Following Adalah's Request, AG Orders Education Ministry to Cancel Discriminatory Regulations against the Hiring of Arab Workers for Construction Projects in Schools

 

On 4 June 2005, Adalah received a letter from the Attorney General (AG) stating that the Ministry of Education (MOE) had been ordered to cancel regulations which discriminate against Palestinian citizens of Israel in contractual or maintenance work in all Jewish educational institutions in the Jerusalem District.

Responding to a complaint submitted by Adalah Attorney Morad El-Sana on 23 March 2005, the AG wrote:

After having considered your intervention and investigated the subject, we have informed the MOE that it must immediately stop using these regulations. In addition, we have instructed the MOE to ensure that its regulations governing this matter should be universal and equal.
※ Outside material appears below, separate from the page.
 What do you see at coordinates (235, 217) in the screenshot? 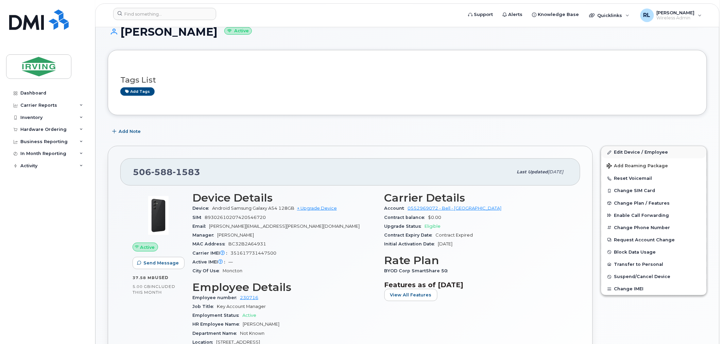
I see `span: 89302610207420546720` at bounding box center [235, 217].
The regulations, issued by the MOE's Jerusalem district officer and entitled “The Employment of Minorities in Maintenance Work and in Contractual Work in Educational Institutions,” prohibited the hiring of Arabs from the 1967 Occupied Palestinian Territories for contractual and maintenance work in Jewish educational institutions and stipulated conditions for the hiring of Palestinian citizens of Israel. The regulations stipulated, inter alia, that: (i) checks of every Arab who is hired in an educational institution must be made to ensure that he/she has no criminal record. Every potential employee must also present signed statements from the police confirming that he/she has not committed any sexual offenses; (ii) Arab employees of a contractor must be supervised by a Jewish foreman; (iii) it is forbidden to give a key to any gates or doors of the educational institution to Arab contractual and maintenance workers; and (iv) every contractor of Arab workers must employ and post armed Jewish security guards in addition to the school's guard.

Adalah argued in the letter that these regulations discriminate against Palestinian citizens of Israel on the basis of nationality, and thereby violate the right to dignity. Adalah also argued that the regulations cause severe damage, since they identify Arab citizens - as a group - as potential criminals simply because of their national belonging. The regulations contradict the fundamental principles of law, human dignity and equality, and are therefore illegal, Adalah contended.

Adalah therefore asked the AG to order the MOE to cancel the regulations, to make a commitment that it will not discriminate on any basis against citizens of Israel, and to publish a formal apology.